» **WORK TO COMPLETE**
Each line at or after the one containing "What do you see at coordinates (464, 13)" should be transcribed exactly, up to and including the final line of the data.

········

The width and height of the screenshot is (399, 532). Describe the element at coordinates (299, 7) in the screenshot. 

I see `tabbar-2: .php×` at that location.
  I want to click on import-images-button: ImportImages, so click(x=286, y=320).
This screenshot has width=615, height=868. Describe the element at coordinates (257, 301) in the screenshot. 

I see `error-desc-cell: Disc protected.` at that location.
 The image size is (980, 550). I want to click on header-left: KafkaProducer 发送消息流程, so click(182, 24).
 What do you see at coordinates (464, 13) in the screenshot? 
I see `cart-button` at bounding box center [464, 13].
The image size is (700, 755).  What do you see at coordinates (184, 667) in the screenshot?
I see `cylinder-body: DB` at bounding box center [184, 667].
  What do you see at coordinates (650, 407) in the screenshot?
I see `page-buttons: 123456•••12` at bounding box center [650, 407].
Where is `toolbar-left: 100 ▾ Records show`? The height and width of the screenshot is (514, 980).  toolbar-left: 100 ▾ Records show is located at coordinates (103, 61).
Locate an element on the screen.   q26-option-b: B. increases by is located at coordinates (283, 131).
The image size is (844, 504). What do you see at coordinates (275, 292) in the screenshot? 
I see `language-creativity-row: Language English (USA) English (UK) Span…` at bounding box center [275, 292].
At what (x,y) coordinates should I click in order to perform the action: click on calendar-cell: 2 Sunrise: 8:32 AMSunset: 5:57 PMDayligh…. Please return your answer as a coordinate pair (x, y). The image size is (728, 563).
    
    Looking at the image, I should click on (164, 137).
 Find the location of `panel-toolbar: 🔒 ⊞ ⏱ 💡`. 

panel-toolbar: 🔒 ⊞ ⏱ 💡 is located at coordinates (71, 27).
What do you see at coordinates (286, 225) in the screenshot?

········

» **ANSWER TO THIS TASK**
 What do you see at coordinates (464, 13) in the screenshot? 
I see `cart-button` at bounding box center [464, 13].
The image size is (700, 755).  What do you see at coordinates (184, 667) in the screenshot?
I see `cylinder-body: DB` at bounding box center [184, 667].
  What do you see at coordinates (650, 407) in the screenshot?
I see `page-buttons: 123456•••12` at bounding box center [650, 407].
Where is `toolbar-left: 100 ▾ Records show`? The height and width of the screenshot is (514, 980).  toolbar-left: 100 ▾ Records show is located at coordinates (103, 61).
Locate an element on the screen.   q26-option-b: B. increases by is located at coordinates (283, 131).
The image size is (844, 504). What do you see at coordinates (275, 292) in the screenshot? 
I see `language-creativity-row: Language English (USA) English (UK) Span…` at bounding box center [275, 292].
At what (x,y) coordinates should I click in order to perform the action: click on calendar-cell: 2 Sunrise: 8:32 AMSunset: 5:57 PMDayligh…. Please return your answer as a coordinate pair (x, y). The image size is (728, 563).
    
    Looking at the image, I should click on (164, 137).
 Find the location of `panel-toolbar: 🔒 ⊞ ⏱ 💡`. 

panel-toolbar: 🔒 ⊞ ⏱ 💡 is located at coordinates (71, 27).
What do you see at coordinates (286, 225) in the screenshot?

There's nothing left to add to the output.